I have an acquaintance at my gym who I see reading “Nicholas Nickleby” by Charles Dickens while he rides the exercise bike. He is a doctor – a radiologist, as is his wife. His daughter attended UC Berkeley, and his son is currently at UCLA. Their family is educated, prosperous, and happy. There are plenty of shit birds out there the world would be better off without, but this family is just the opposite — they are impressive people, a joy to be around. Watching him slog through that loooong book by Dickens from the 19th century makes him look like an archaic throwback to the age of print and libraries, even as he lives in the age of TikTok and Instagram – an era of shrinking literary skills and increasingly bite-sized attention spans.

I was impressed. I saw a kindred spirit.

I wondered if he would love “Anna Karenina,” one of my favorite novels. I was going to buy the book and give it to him as a gift. So I casually asked him about it, and of course he had read “Anna Katerina.” And he had read all the other important works by Tolstoy, as well as Dostoevsky. He had read most of Charles Dickens, and God knows what else. This is the type of serious reading which accumulates over a lifetime among serious readers.

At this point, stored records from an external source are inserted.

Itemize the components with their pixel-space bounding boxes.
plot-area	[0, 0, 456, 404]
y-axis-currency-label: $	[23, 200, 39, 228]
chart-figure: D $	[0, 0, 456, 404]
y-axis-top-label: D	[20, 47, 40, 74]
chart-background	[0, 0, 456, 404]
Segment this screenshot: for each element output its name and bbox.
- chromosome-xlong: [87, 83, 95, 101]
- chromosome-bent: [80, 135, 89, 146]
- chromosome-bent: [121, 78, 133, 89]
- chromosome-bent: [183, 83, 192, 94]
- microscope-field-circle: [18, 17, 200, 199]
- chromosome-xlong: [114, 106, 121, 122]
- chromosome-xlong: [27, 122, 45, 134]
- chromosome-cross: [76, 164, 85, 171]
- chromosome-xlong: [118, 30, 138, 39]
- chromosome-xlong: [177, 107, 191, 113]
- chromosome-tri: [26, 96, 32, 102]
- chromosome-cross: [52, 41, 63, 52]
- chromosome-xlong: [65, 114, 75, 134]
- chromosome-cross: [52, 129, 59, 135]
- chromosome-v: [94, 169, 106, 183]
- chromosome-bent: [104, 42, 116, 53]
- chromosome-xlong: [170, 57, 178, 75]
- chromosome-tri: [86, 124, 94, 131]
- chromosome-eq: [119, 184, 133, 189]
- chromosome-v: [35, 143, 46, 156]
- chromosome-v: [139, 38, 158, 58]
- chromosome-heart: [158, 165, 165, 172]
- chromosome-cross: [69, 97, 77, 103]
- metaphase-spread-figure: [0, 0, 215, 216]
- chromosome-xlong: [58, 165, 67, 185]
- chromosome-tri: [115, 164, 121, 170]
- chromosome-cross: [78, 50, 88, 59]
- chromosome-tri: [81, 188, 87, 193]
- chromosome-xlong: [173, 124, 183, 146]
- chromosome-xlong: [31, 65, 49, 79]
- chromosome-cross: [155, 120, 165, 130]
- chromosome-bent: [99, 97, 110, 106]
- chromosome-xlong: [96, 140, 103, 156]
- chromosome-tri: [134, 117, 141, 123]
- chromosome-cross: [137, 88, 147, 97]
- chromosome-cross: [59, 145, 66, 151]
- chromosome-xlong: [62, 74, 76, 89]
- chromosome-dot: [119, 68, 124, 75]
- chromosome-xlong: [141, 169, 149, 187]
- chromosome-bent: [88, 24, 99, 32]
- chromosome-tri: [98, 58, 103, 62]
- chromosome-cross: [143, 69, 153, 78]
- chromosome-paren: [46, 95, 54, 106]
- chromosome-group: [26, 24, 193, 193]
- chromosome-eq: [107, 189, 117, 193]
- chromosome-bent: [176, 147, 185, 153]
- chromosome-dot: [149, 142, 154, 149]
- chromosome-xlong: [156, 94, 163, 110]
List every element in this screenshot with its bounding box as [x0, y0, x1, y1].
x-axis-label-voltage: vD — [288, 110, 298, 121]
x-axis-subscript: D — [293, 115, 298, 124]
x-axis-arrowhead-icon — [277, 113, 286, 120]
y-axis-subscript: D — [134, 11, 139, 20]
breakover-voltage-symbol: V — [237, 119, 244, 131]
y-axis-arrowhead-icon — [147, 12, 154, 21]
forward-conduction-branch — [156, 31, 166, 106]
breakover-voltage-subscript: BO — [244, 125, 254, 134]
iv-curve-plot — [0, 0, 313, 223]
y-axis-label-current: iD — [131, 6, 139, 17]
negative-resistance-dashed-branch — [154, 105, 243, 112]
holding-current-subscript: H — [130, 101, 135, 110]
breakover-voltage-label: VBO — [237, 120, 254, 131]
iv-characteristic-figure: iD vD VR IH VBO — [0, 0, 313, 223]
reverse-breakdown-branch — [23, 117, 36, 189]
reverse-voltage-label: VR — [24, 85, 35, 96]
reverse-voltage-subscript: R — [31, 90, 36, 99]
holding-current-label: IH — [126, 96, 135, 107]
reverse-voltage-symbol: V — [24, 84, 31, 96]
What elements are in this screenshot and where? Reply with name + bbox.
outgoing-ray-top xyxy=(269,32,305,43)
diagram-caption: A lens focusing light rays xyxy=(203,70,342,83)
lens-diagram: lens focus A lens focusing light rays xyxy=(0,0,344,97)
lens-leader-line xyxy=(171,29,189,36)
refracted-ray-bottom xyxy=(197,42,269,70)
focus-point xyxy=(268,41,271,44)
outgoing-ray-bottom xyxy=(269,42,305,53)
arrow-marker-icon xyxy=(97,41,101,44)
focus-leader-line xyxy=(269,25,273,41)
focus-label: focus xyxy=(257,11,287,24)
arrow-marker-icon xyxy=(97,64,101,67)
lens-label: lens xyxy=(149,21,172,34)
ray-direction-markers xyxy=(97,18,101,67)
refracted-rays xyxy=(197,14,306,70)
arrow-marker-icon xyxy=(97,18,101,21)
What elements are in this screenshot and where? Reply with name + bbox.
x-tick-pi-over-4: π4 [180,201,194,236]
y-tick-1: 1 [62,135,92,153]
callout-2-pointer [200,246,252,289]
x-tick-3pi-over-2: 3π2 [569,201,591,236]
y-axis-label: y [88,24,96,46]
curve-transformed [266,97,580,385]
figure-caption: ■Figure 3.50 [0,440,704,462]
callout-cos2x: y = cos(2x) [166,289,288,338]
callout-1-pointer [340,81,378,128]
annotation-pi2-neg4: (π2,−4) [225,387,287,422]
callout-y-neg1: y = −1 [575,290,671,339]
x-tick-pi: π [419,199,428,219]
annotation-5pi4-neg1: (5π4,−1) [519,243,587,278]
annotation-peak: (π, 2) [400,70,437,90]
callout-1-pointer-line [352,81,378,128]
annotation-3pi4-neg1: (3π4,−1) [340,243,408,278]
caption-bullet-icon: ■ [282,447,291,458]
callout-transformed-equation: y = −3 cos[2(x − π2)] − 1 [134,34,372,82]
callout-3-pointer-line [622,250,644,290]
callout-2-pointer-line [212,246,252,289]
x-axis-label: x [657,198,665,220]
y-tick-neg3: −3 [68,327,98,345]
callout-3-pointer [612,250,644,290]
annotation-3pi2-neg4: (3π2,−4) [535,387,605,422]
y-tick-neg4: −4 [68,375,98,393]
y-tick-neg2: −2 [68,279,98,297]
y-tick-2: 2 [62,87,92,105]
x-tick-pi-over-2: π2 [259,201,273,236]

That got me to thinking. I first read “Anna Karenina” at UCLA in the last 1980s when I took a Russian literature course with a visiting professor from the Soviet Union. I loved listening to that amiable professor with his thick Russian accent, musing about Tolstoy and “mother Russia.” I got to sit courtside and observe up close Leo Tolstoy: his musings on the peasantry, God, and “History” while waiting for tea next to the samovar. This professor was from a country, the Soviet Union, which was enemy to mine, but I loved that man and the trip he led me through the idiosyncratic, fascinating psychology of that weird genius Tolstoy. The professor gave us two weeks to read “War and Peace.” I went home, did the math, and read some 150 pages per night. I finished the book on schedule. Then he gave us one week to read “Anna Karenina.” I got that one done, too. Those are happy memories of enriching exercises.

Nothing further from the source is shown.